Toronto Metropolitan University had condemned the students' letter as antisemitic and intolerant
A group of 10 current and former Toronto Metropolitan University law students who signed a controversial letter in 2023 expressing solidarity with Palestine sued the school on Friday, alleging the school’s response to the letter constituted defamation, negligent misrepresentation, breach of contract, and discrimination.
In their statement of claim, the students allege that the school’s response to the letter, which includes an October 2023 statement that condemns the letter’s contents as antisemitic and intolerant, caused them to suffer reputational harm, loss of academic and job opportunities, social isolation, damaged relationships with friends and family, and more.
They told the Ontario Superior Court of Justice that they seek more than $10 million in damages.
Dimitri Lascaris, the students’ lawyer, told Law Times on Friday that the students decided to take legal action partly because TMU failed to take down its October 2023 statement even after an external investigation last year determined that sanctions against the signatories are not warranted. The statement remained on TMU's website as of Friday afternoon, but has since been taken down.
The investigation was conducted by retired Nova Scotia Chief Justice Michael MacDonald and concluded that the October 23 statement “caused harm to the student community” because TMU did not give the signatories a meaningful opportunity to explain themselves.
Lascaris says he is “gobsmacked” that the school is “simply thumbing their nose” at MacDonald’s conclusion and publicly accusing his clients of antisemitism. He adds that the students’ lawsuit aims to clear their names.
A TMU spokesperson said in a statement to Law Times on Friday that the university “cannot comment on legal matters.”
The dispute started in October 2023, when a student at TMU’s Lincoln Alexander School of Law emailed a letter to the law school’s dean and associate deans, advising them that a student organization, the Abolitionist Organizing Collective, planned to release an open letter stating its “unequivocal” support for Palestine.
Earlier that month, Hamas had attacked Israel, killing approximately 1,200 people and taking about 250 hostages. The attacks prompted Israel to launch a military offensive in Gaza that has killed tens of thousands of Palestinians.
The letter obtained 74 signatures, including one from the organization, and referred to Israel as an “apartheid state” and “a product of settler colonialism.” The letter added that its signatories “condemn any organization that only condemned Hamas’ recent war crimes killing 1300 Israelis, but has been and/or remains silent on the historic and ongoing war crimes committed by Israel.”
The letter was made public days later, sparking intense backlash against the signatories. TMU then posted its statement, which noted that the school “does not tolerate antisemitism, Islamophobia or statements that promote violence, terrorism, discrimination, racism, and hate.”
Later the same month, 23 Ontario lawyers – including several Law Society of Ontario benchers and a former appellate justice – published their own open letter condemning TMU’s response as “wholly inadequate.” The lawyers called the students’ letter “nothing less than a hate-filled incitement to violence against Israel and the Jewish people.”
The lawyers said the students’ letter “expresses its unequivocal support for ‘all forms’ of resistance and efforts towards liberation, thereby endorsing rape, torture, murder and kidnapping of Israelis, including children and the elderly, and citizens of many other countries.” They added it was “very much an open question” whether the legal community would continue to offer LASL students professional placements.
In November 2023, TMU hired MacDonald to conduct his external review of the students’ letter. In addition to criticizing TMU’s response, the resulting report concluded that “the reactions of many external actors, including prominent lawyers and interest groups – some of them publicly calling for the students to be expelled – caused further, and significant, harm to the students.”
Lascaris declined to provide specific examples of the plaintiffs losing out on academic and job opportunities at this juncture of the litigation. However, he pointed to a 2023 National Post column by Toronto lawyer Howard Levitt as an example of the type of backlash the students faced.
In his column, Levitt noted that some law firms were cancelling job interviews with students who signed the October 2023 letter. He called for the letters’ signatories to be expelled and encouraged the legal profession to “circulate the names of the 74 students at TMU and others attending openly anti-Semitic rallies so that employers will know not to hire them.”
Lascaris says he is “appalled by the behaviour of the legal profession in Ontario when it comes to what is happening to the Palestinian people and how they’re responding to law students and people who speak out.”
He adds, “I find that disgraceful and embarrassing.”
Editor's Note: This story has been updated to reflect that TMU removed the October 23 statement from its website after this story's original publication on Friday.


### What to produce
The full listing, returned exactly and free of pictures, is the expected answer.

### Information shown
•••
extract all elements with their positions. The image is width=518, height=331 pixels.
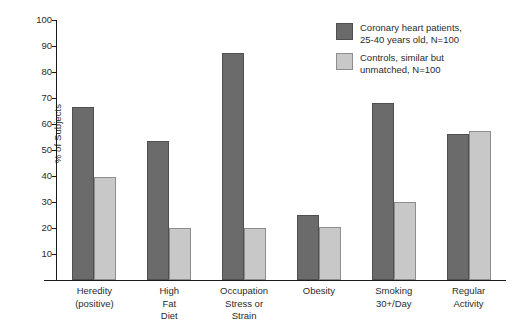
y-axis-tick-label: 80 (41, 66, 52, 77)
bar-chart: % of Subjects 102030405060708090100 Here… (0, 0, 518, 331)
y-axis-tick-label: 50 (41, 144, 52, 155)
bar (394, 202, 416, 280)
legend-swatch (336, 53, 353, 70)
legend-entry: Controls, similar but unmatched, N=100 (336, 52, 516, 76)
bar-group (297, 20, 341, 280)
y-axis-tick-label: 90 (41, 40, 52, 51)
chart-legend: Coronary heart patients, 25-40 years old… (336, 22, 516, 82)
bar (319, 227, 341, 280)
x-axis-line (44, 280, 506, 281)
y-axis-tick-label: 100 (36, 14, 52, 25)
bar-group (72, 20, 116, 280)
legend-entry: Coronary heart patients, 25-40 years old… (336, 22, 516, 46)
y-axis-tick-label: 40 (41, 170, 52, 181)
bar (469, 131, 491, 281)
bar (72, 107, 94, 280)
x-axis-label: Regular Activity (421, 285, 516, 310)
bar (147, 141, 169, 280)
bar (297, 215, 319, 280)
bar (244, 228, 266, 280)
bar (222, 53, 244, 281)
legend-label: Coronary heart patients, 25-40 years old… (360, 22, 462, 46)
legend-label: Controls, similar but unmatched, N=100 (360, 52, 444, 76)
bar (372, 103, 394, 280)
legend-swatch (336, 23, 353, 40)
y-axis-tick-label: 30 (41, 196, 52, 207)
y-axis-tick-label: 60 (41, 118, 52, 129)
y-axis-tick-label: 20 (41, 222, 52, 233)
bar (169, 228, 191, 280)
bar-group (222, 20, 266, 280)
y-axis-tick-label: 10 (41, 248, 52, 259)
bar (94, 177, 116, 280)
bar-group (147, 20, 191, 280)
bar (447, 134, 469, 280)
y-axis-tick-label: 70 (41, 92, 52, 103)
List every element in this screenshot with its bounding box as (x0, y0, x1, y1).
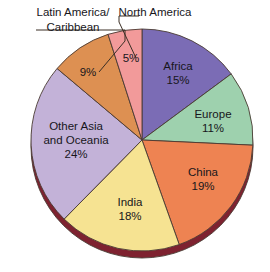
•••
### Answer section
extract all elements with their positions. The image is width=518, height=331 pixels.
y-axis-tick-label: 80 (41, 66, 52, 77)
bar-chart: % of Subjects 102030405060708090100 Here… (0, 0, 518, 331)
y-axis-tick-label: 50 (41, 144, 52, 155)
bar (394, 202, 416, 280)
legend-swatch (336, 53, 353, 70)
legend-entry: Controls, similar but unmatched, N=100 (336, 52, 516, 76)
bar-group (297, 20, 341, 280)
y-axis-tick-label: 90 (41, 40, 52, 51)
chart-legend: Coronary heart patients, 25-40 years old… (336, 22, 516, 82)
bar (319, 227, 341, 280)
x-axis-line (44, 280, 506, 281)
y-axis-tick-label: 100 (36, 14, 52, 25)
bar-group (72, 20, 116, 280)
legend-entry: Coronary heart patients, 25-40 years old… (336, 22, 516, 46)
y-axis-tick-label: 40 (41, 170, 52, 181)
bar (469, 131, 491, 281)
bar (72, 107, 94, 280)
x-axis-label: Regular Activity (421, 285, 516, 310)
bar (147, 141, 169, 280)
bar (297, 215, 319, 280)
bar (244, 228, 266, 280)
bar (222, 53, 244, 281)
legend-label: Coronary heart patients, 25-40 years old… (360, 22, 462, 46)
legend-label: Controls, similar but unmatched, N=100 (360, 52, 444, 76)
bar (372, 103, 394, 280)
legend-swatch (336, 23, 353, 40)
y-axis-tick-label: 30 (41, 196, 52, 207)
y-axis-tick-label: 60 (41, 118, 52, 129)
y-axis-tick-label: 20 (41, 222, 52, 233)
bar (169, 228, 191, 280)
bar-group (222, 20, 266, 280)
y-axis-tick-label: 10 (41, 248, 52, 259)
bar (94, 177, 116, 280)
bar-group (147, 20, 191, 280)
bar (447, 134, 469, 280)
y-axis-tick-label: 70 (41, 92, 52, 103)
List every element in this screenshot with its bounding box as (x0, y0, x1, y1).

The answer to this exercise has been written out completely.